Even some members of the clean-tech sector frustrated by Ottawa’s handling of the situation acknowledge that some of the responsibility rests with the agency itself. The reported mistakes – including RCGT’s finding that $38-million in COVID-19 emergency support payments were provided to all companies in SDTC’s portfolio, among them those connected to members of the agency’s board, without due consideration of whether that fit within the agency’s mandate – were serious.
But particularly since both chief executive officer Leah Lawrence and board chair Annette Verschuren resigned in November, there has been much puzzlement about why SDTC hasn’t been able to swiftly ramp up again under new management (or at least interim CEO Ziyad Rahme), with stronger conflict-of-interest policies and other basic checks. Ordinarily, when controversy hits a federal agency or department, it doesn’t indefinitely stop operating.
A few factors could be playing into it remaining in limbo.
One is that Mr.

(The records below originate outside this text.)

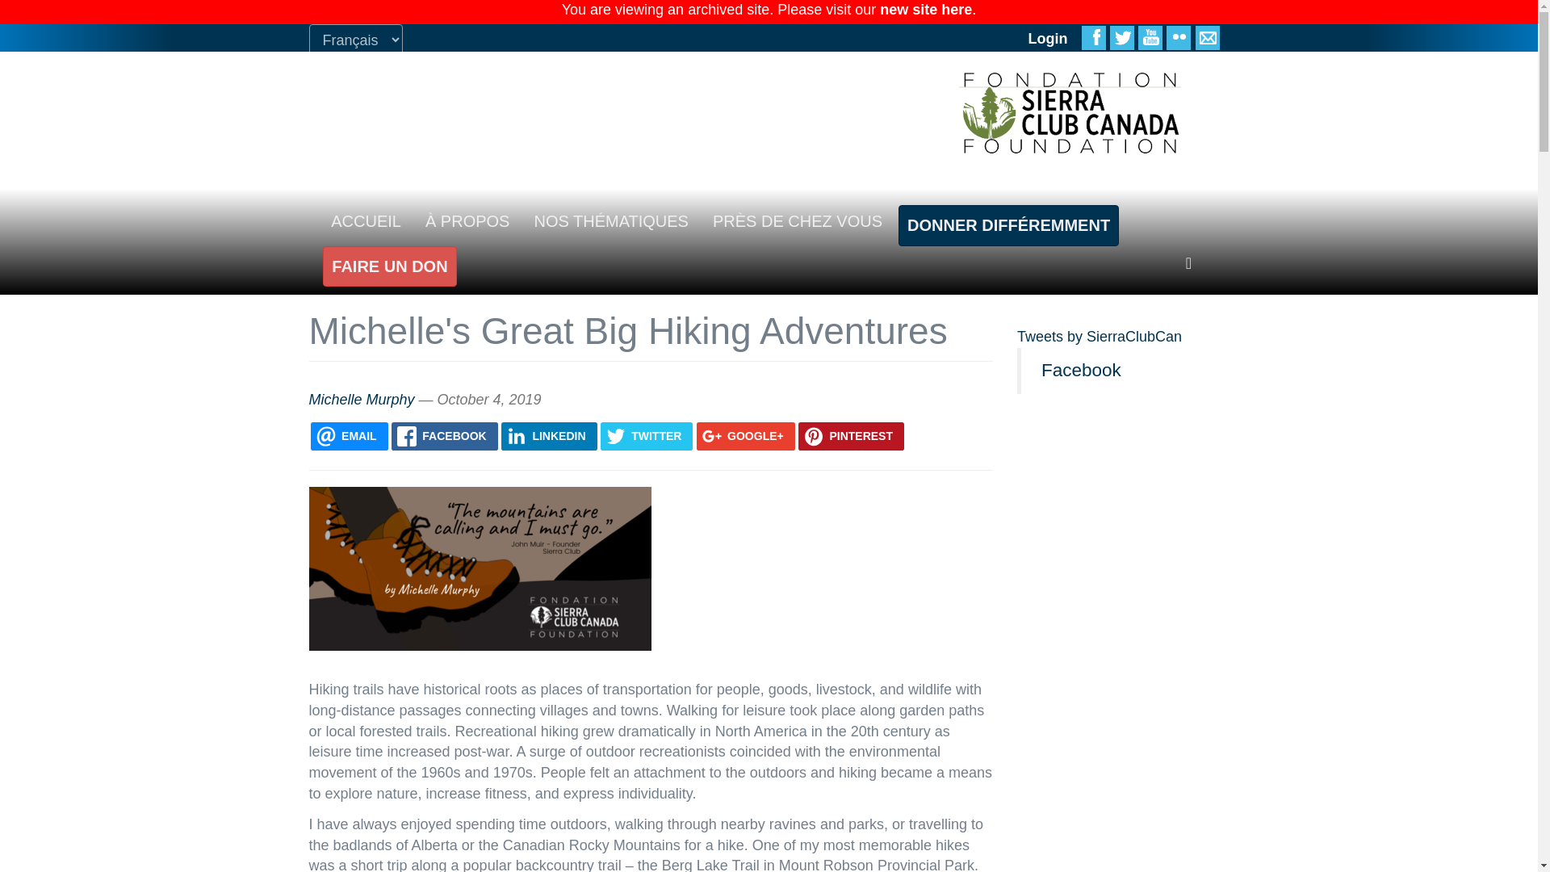 The image size is (1550, 872). I want to click on ACCUEIL, so click(365, 220).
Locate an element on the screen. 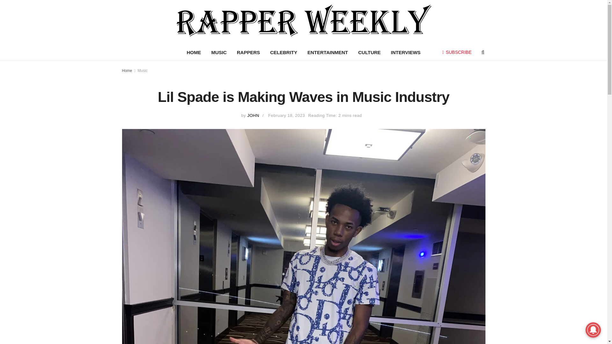 The width and height of the screenshot is (612, 344). HOME is located at coordinates (194, 53).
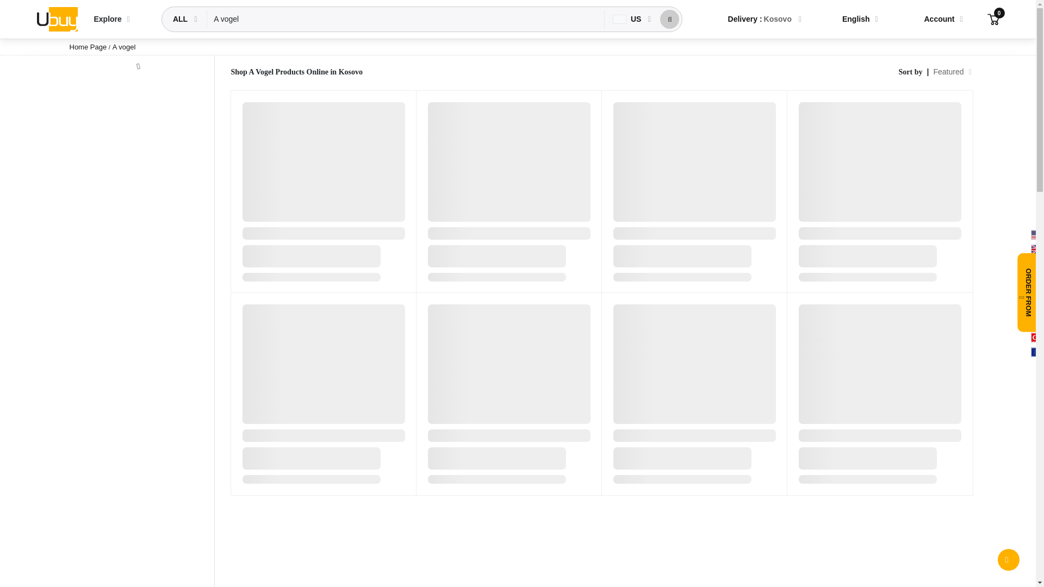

Champagne may have backed himself into a corner by taking the line following RCGT’s investigation that he would wait on additional reports, without having control over their timing. Contacted by The Globe and Mail, neither the Auditor-General’s office nor McCarthy Tétrault (which is looking specifically into alleged human-resources problems, such as termination policies) provided any clarity on when their reports will be ready.
A second possible factor is the political environment. The Conservatives, despite having overseen SDTC when they were last in office (and when Ms. Lawrence was appointed CEO), are now branding the agency a “Liberal green slush fund” while saying they’d get rid of it. Already playing defence on many other fronts, the government might be reluctant to avoid breathing fresh life into the controversy.
Underlying that lack of political incentive to move swiftly, or keep SDTC going at all, is the reality that early-stage clean-tech is not a powerful lobby in Ottawa.
That owes partly to preprofit companies not having resources to fund big industry associations. When the modestly sized Cleantech Alliance released its survey last month, along with a letter to Parliament’s standing committee on industry and technology pleading for SDTC to be restored, hardly anyone seemed to notice.
Whether it should require much intervention for politicians to recognize the damage of leaving hundreds of promising clean-tech startups twisting in the wind – even as the Liberals’ economic strategy rests heavily on seizing competitive opportunities from decarbonization, and the Conservatives say their approach to climate change would involve “technology not taxes” – is a different matter.
Some of the companies may nevertheless prove resilient, if they have enough experience and adaptability.
In the interview, Mr. Melati, who has previously led other early-stage companies, said that after QEA modified its scale-up plans this winter, it’s begun to rebuild its partner relationships and is confident about moving forward more slowly.
He also said that his company has no plans to move out of Canada as of now. But he hinted at flight becoming a growing danger for the sector, as the situation drags on.
“The gap between the startups in Canada and the U.S. is much larger now,” he said. “We’re going backward.”